Settlers preserve the land because they are settlers (and because they are sovereign): Marcos Mendoza, Robert Fletcher, George Holmes, Laura A. Ogden, Colombina Schaeffer, ‘The Patagonian Imaginary: Natural Resources and Global Capitalism at the Far End of the World’, Journal of Latin American Geography, 16, 2, 2017, pp. 93-116

19Jul17

Abstract: This paper examines how Southern Andean Patagonia has been increasingly incorporated within networks of global capital since the 1990s. Once defined by military violence against indigenous societies, white settler colonialism, and livestock farming, this remote region has become an iconic center for green development in Latin America. This article develops the argument that a regional territorial imaginary—grounded in a history of borderland geopolitics—has facilitated this recent shift towards green development across the resource domains of land conservation, hydropower, and forestry. The discussion addresses the different ways in which forests, waterways, and protected areas (public and private) have been integrated into a hegemonic vision promoting eco-regionalism among state, corporate, and civil society actors. This analysis thus contributes to scholarship on global capitalism, natural resource governance, and green development in Latin America by developing the concept of the regional territorial imaginary to describe these dynamics. This analytic highlights how processes of capitalist specialization and regionalization occur through the open-ended consolidation of master images that build upon spatial histories, transnational regimes of representational value, and political struggles among diverse actors.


__PROBLEM TO WORK ON__.
One number is all that is asked for: the number of lines below that hold the string "double".

# # # # #

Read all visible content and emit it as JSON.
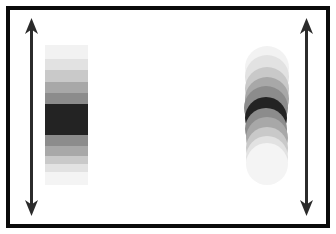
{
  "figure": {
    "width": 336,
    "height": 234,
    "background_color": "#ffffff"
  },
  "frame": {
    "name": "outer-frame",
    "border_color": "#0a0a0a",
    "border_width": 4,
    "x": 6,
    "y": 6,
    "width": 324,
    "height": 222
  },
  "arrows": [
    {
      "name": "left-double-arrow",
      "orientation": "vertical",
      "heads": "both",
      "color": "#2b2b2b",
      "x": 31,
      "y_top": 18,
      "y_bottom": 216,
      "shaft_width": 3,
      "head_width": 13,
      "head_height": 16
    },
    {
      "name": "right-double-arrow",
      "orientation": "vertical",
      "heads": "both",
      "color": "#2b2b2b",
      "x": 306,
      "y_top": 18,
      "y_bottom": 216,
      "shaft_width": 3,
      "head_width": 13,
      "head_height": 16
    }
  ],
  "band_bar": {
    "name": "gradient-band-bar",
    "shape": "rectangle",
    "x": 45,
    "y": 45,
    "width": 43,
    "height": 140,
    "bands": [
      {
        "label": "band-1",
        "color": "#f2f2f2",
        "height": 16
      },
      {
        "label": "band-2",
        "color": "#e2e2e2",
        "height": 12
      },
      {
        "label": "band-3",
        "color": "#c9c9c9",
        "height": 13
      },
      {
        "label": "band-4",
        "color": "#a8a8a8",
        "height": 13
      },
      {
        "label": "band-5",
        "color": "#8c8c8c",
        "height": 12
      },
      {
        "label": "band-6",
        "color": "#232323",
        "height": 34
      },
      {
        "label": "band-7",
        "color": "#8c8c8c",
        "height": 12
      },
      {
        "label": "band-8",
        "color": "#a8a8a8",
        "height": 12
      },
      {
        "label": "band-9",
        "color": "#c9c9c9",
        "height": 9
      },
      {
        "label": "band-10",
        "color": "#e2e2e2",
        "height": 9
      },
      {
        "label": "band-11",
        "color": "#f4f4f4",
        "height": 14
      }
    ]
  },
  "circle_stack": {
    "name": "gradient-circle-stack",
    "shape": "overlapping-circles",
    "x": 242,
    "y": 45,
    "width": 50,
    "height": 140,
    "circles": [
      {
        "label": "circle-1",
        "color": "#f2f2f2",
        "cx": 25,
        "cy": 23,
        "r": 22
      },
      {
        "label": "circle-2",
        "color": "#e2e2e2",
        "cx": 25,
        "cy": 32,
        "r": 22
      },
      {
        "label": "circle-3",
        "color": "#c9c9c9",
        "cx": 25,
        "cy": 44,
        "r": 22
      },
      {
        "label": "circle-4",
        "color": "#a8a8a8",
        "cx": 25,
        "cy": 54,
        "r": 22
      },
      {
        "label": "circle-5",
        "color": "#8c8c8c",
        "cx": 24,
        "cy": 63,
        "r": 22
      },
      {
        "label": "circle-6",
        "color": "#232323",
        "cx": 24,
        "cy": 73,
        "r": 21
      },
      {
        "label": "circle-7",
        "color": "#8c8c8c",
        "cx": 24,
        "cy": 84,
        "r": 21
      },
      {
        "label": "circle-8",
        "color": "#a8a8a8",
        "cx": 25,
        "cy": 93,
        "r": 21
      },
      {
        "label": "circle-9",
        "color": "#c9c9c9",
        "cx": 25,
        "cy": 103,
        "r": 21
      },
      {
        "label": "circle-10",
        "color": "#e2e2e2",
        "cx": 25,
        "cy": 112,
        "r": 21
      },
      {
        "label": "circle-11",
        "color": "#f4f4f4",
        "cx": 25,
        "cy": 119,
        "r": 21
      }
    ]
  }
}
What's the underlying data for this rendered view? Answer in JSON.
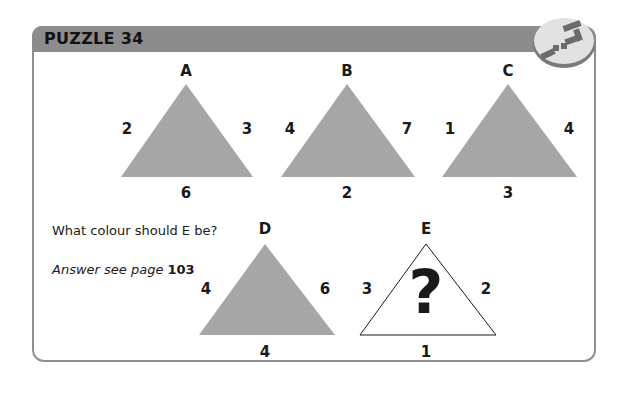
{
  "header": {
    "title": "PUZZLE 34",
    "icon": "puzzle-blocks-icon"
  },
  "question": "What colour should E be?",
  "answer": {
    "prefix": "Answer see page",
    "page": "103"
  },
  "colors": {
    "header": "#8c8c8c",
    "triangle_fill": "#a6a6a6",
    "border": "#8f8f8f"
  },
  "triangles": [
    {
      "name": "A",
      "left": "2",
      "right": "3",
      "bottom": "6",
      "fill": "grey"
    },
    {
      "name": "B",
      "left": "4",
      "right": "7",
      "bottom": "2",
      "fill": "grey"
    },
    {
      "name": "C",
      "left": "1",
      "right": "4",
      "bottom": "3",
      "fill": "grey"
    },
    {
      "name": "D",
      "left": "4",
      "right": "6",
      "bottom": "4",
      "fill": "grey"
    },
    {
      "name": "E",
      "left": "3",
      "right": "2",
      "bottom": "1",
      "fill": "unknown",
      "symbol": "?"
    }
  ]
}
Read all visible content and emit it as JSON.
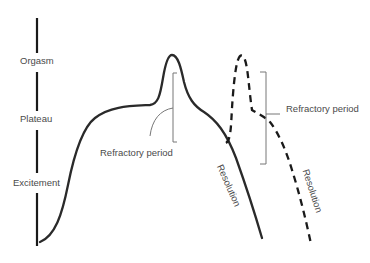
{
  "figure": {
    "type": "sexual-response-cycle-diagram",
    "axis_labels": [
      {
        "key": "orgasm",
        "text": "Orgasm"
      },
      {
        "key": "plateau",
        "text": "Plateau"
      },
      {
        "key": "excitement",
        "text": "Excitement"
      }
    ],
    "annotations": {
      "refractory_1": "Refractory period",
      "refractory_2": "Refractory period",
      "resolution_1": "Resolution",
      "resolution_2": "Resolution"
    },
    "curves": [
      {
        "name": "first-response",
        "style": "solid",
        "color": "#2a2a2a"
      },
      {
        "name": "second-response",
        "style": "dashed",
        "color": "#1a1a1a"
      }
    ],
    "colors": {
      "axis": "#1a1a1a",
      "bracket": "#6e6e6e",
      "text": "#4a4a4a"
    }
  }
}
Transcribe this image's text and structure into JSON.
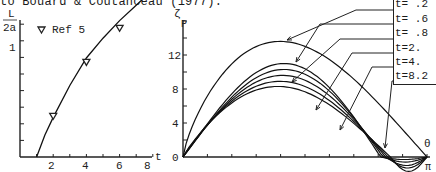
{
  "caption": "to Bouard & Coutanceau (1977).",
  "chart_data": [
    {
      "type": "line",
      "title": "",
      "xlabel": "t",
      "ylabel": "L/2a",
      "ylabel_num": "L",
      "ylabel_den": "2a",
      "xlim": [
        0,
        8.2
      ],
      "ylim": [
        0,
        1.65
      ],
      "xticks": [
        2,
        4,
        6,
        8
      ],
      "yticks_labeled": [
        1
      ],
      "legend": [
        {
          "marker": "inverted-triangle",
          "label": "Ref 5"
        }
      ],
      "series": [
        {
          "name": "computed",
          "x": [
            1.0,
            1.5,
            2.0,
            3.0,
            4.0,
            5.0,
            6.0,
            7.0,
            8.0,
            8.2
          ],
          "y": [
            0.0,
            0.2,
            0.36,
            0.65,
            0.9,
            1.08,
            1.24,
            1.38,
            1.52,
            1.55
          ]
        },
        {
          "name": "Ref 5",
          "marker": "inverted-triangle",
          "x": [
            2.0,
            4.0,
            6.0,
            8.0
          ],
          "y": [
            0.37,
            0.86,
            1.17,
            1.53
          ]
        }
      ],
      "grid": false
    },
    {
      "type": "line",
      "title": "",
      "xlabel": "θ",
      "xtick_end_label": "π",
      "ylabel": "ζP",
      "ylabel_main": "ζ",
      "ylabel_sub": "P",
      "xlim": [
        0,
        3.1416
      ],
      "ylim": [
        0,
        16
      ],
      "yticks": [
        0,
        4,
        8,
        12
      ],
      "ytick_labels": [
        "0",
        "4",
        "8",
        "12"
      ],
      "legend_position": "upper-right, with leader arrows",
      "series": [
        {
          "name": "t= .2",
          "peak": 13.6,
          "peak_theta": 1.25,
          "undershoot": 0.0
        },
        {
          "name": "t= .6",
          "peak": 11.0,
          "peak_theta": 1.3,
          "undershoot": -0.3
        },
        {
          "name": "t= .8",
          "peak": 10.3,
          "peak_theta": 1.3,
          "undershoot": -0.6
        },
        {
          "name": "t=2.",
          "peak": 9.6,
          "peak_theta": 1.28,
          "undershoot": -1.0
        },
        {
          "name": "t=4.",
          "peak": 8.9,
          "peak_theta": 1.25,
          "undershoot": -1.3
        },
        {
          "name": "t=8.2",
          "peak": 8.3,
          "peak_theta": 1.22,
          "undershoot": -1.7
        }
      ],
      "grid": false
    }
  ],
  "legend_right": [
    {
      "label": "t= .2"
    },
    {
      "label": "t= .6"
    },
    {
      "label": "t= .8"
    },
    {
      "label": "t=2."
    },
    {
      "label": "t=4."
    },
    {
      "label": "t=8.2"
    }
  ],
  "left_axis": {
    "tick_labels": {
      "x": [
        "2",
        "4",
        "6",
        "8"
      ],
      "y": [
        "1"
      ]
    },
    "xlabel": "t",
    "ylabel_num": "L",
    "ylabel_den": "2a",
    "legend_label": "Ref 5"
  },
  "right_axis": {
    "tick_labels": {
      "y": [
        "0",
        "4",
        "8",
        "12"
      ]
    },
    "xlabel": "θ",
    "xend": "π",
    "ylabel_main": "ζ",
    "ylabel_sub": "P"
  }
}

# # # # #

__TASK RESULT__.
2